Crime Library: Criminal Minds and Methods

Congressional Sex Scandals

The Ultimate Aphrodisiac

Bill Clinton
Bill Clinton

From the earliest days of the United States it seems the founding fathers have been cheating on the founding mothers. At least, it can appear that way, and nothing quite captures public attention like a sex scandal involving elected officials. President Bill Clinton set the bar incredibly high in the 1990s, though Grover Cleveland was no slouch in his time in the Oval Office. After Cleveland fathered an illegitimate child he ran for president, prompting a campaign slogan of "Ma, ma, where's my pa? Gone to the White House, ha, ha, ha." Alexander Hamilton, the first U.S. Secretary of the Treasury, conducted a long-running extra-marital affair that prompted the woman's husband to blackmail, while Thomas Jefferson may have fathered a child by his 17-year-old slave Sally Hemmings. And who can forget Senator Arthur Brown of Utah who held office in 1897 until his mistress shot and killed him?

More recently, legal scandals of the boudoirs of Washington have seemed to center on Congressmen who may have had one too many closets in their Washington offices. Within about a year of each other beginning in 2006, the public learned of the distressing text topics of Representative Mark Foley and the peculiar bathroom stall habits of Senator Larry Craig. While varying in the amount of legal and political damage inflicted, both episodes involved homosexuality, underage Congressional pages, sensational press coverage, denial and a breach of one of the oldest Washington rules: the cover-up is always worse than the crime.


Assigned task ::
Print the data exactly. Omit the pictures.

Extracted records
=== Section Start ===

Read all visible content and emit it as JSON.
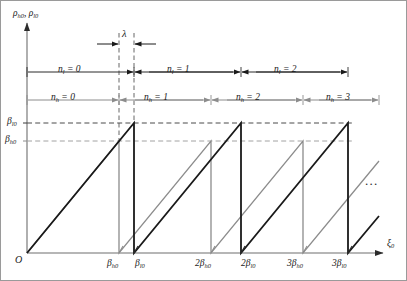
{
  "figure": {
    "title": "",
    "axes": {
      "y_axis_label_html": "&#961;<sub>h0</sub>, &#961;<sub>l0</sub>",
      "x_axis_label_html": "&#958;<sub>0</sub>",
      "origin_label": "O"
    },
    "y_ticks": [
      {
        "label_html": "&#946;<sub>l0</sub>",
        "value_px": 122,
        "color": "#3a3a3a"
      },
      {
        "label_html": "&#946;<sub>h0</sub>",
        "value_px": 140,
        "color": "#8c8c8c"
      }
    ],
    "x_ticks": [
      {
        "label_html": "&#946;<sub>h0</sub>",
        "x_px": 118,
        "color": "#8c8c8c"
      },
      {
        "label_html": "&#946;<sub>l0</sub>",
        "x_px": 133,
        "color": "#2b2b2b"
      },
      {
        "label_html": "2&#946;<sub>h0</sub>",
        "x_px": 210,
        "color": "#8c8c8c"
      },
      {
        "label_html": "2&#946;<sub>l0</sub>",
        "x_px": 240,
        "color": "#2b2b2b"
      },
      {
        "label_html": "3&#946;<sub>h0</sub>",
        "x_px": 302,
        "color": "#8c8c8c"
      },
      {
        "label_html": "3&#946;<sub>l0</sub>",
        "x_px": 347,
        "color": "#2b2b2b"
      }
    ],
    "annotations": {
      "lambda_label_html": "&#955;",
      "ellipsis": "..."
    },
    "regions_nl": [
      {
        "label_html": "n<sub>l</sub> = 0"
      },
      {
        "label_html": "n<sub>l</sub> = 1"
      },
      {
        "label_html": "n<sub>l</sub> = 2"
      }
    ],
    "regions_nh": [
      {
        "label_html": "n<sub>h</sub> = 0"
      },
      {
        "label_html": "n<sub>h</sub> = 1"
      },
      {
        "label_html": "n<sub>h</sub> = 2"
      },
      {
        "label_html": "n<sub>h</sub> = 3"
      }
    ]
  },
  "chart_data": {
    "type": "line",
    "title": "",
    "xlabel": "xi_0",
    "ylabel": "rho_h0, rho_l0",
    "grid": false,
    "legend": "none",
    "axis_origin_px": {
      "x": 26,
      "y": 252
    },
    "xlim_px": [
      26,
      378
    ],
    "ylim_px": [
      252,
      20
    ],
    "levels": {
      "beta_l0_y_px": 122,
      "beta_h0_y_px": 140
    },
    "series": [
      {
        "name": "rho_h0",
        "color": "#8c8c8c",
        "width": 1.3,
        "description": "sawtooth rising from baseline to beta_h0 level, period beta_h0",
        "points_px": [
          [
            26,
            252
          ],
          [
            118,
            140
          ],
          [
            118,
            252
          ],
          [
            210,
            140
          ],
          [
            210,
            252
          ],
          [
            302,
            140
          ],
          [
            302,
            252
          ],
          [
            378,
            160
          ]
        ]
      },
      {
        "name": "rho_l0",
        "color": "#1a1a1a",
        "width": 1.8,
        "description": "sawtooth rising from baseline to beta_l0 level, period beta_l0",
        "points_px": [
          [
            26,
            252
          ],
          [
            133,
            122
          ],
          [
            133,
            252
          ],
          [
            240,
            122
          ],
          [
            240,
            252
          ],
          [
            347,
            122
          ],
          [
            347,
            252
          ],
          [
            378,
            215
          ]
        ]
      }
    ],
    "region_bars": [
      {
        "name": "n_l regions",
        "y_px": 71,
        "color": "#2b2b2b",
        "boundaries_px": [
          26,
          133,
          240,
          347
        ],
        "labels": [
          "n_l = 0",
          "n_l = 1",
          "n_l = 2"
        ]
      },
      {
        "name": "n_h regions",
        "y_px": 99,
        "color": "#8c8c8c",
        "boundaries_px": [
          26,
          118,
          210,
          302,
          378
        ],
        "labels": [
          "n_h = 0",
          "n_h = 1",
          "n_h = 2",
          "n_h = 3"
        ]
      }
    ],
    "lambda_span_px": {
      "x_start": 118,
      "x_end": 133,
      "y_px": 43
    }
  }
}
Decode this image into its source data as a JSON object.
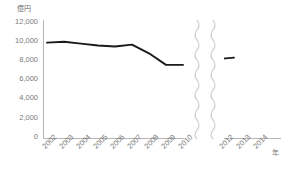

=== Section End ===

Solution to this problem ::
Read all visible content and emit it as JSON.
{
  "figure": {
    "title": "",
    "axes": {
      "y_axis_label_html": "&#961;<sub>h0</sub>, &#961;<sub>l0</sub>",
      "x_axis_label_html": "&#958;<sub>0</sub>",
      "origin_label": "O"
    },
    "y_ticks": [
      {
        "label_html": "&#946;<sub>l0</sub>",
        "value_px": 122,
        "color": "#3a3a3a"
      },
      {
        "label_html": "&#946;<sub>h0</sub>",
        "value_px": 140,
        "color": "#8c8c8c"
      }
    ],
    "x_ticks": [
      {
        "label_html": "&#946;<sub>h0</sub>",
        "x_px": 118,
        "color": "#8c8c8c"
      },
      {
        "label_html": "&#946;<sub>l0</sub>",
        "x_px": 133,
        "color": "#2b2b2b"
      },
      {
        "label_html": "2&#946;<sub>h0</sub>",
        "x_px": 210,
        "color": "#8c8c8c"
      },
      {
        "label_html": "2&#946;<sub>l0</sub>",
        "x_px": 240,
        "color": "#2b2b2b"
      },
      {
        "label_html": "3&#946;<sub>h0</sub>",
        "x_px": 302,
        "color": "#8c8c8c"
      },
      {
        "label_html": "3&#946;<sub>l0</sub>",
        "x_px": 347,
        "color": "#2b2b2b"
      }
    ],
    "annotations": {
      "lambda_label_html": "&#955;",
      "ellipsis": "..."
    },
    "regions_nl": [
      {
        "label_html": "n<sub>l</sub> = 0"
      },
      {
        "label_html": "n<sub>l</sub> = 1"
      },
      {
        "label_html": "n<sub>l</sub> = 2"
      }
    ],
    "regions_nh": [
      {
        "label_html": "n<sub>h</sub> = 0"
      },
      {
        "label_html": "n<sub>h</sub> = 1"
      },
      {
        "label_html": "n<sub>h</sub> = 2"
      },
      {
        "label_html": "n<sub>h</sub> = 3"
      }
    ]
  },
  "chart_data": {
    "type": "line",
    "title": "",
    "xlabel": "xi_0",
    "ylabel": "rho_h0, rho_l0",
    "grid": false,
    "legend": "none",
    "axis_origin_px": {
      "x": 26,
      "y": 252
    },
    "xlim_px": [
      26,
      378
    ],
    "ylim_px": [
      252,
      20
    ],
    "levels": {
      "beta_l0_y_px": 122,
      "beta_h0_y_px": 140
    },
    "series": [
      {
        "name": "rho_h0",
        "color": "#8c8c8c",
        "width": 1.3,
        "description": "sawtooth rising from baseline to beta_h0 level, period beta_h0",
        "points_px": [
          [
            26,
            252
          ],
          [
            118,
            140
          ],
          [
            118,
            252
          ],
          [
            210,
            140
          ],
          [
            210,
            252
          ],
          [
            302,
            140
          ],
          [
            302,
            252
          ],
          [
            378,
            160
          ]
        ]
      },
      {
        "name": "rho_l0",
        "color": "#1a1a1a",
        "width": 1.8,
        "description": "sawtooth rising from baseline to beta_l0 level, period beta_l0",
        "points_px": [
          [
            26,
            252
          ],
          [
            133,
            122
          ],
          [
            133,
            252
          ],
          [
            240,
            122
          ],
          [
            240,
            252
          ],
          [
            347,
            122
          ],
          [
            347,
            252
          ],
          [
            378,
            215
          ]
        ]
      }
    ],
    "region_bars": [
      {
        "name": "n_l regions",
        "y_px": 71,
        "color": "#2b2b2b",
        "boundaries_px": [
          26,
          133,
          240,
          347
        ],
        "labels": [
          "n_l = 0",
          "n_l = 1",
          "n_l = 2"
        ]
      },
      {
        "name": "n_h regions",
        "y_px": 99,
        "color": "#8c8c8c",
        "boundaries_px": [
          26,
          118,
          210,
          302,
          378
        ],
        "labels": [
          "n_h = 0",
          "n_h = 1",
          "n_h = 2",
          "n_h = 3"
        ]
      }
    ],
    "lambda_span_px": {
      "x_start": 118,
      "x_end": 133,
      "y_px": 43
    }
  }
}
Decode this image into its source data as a JSON object.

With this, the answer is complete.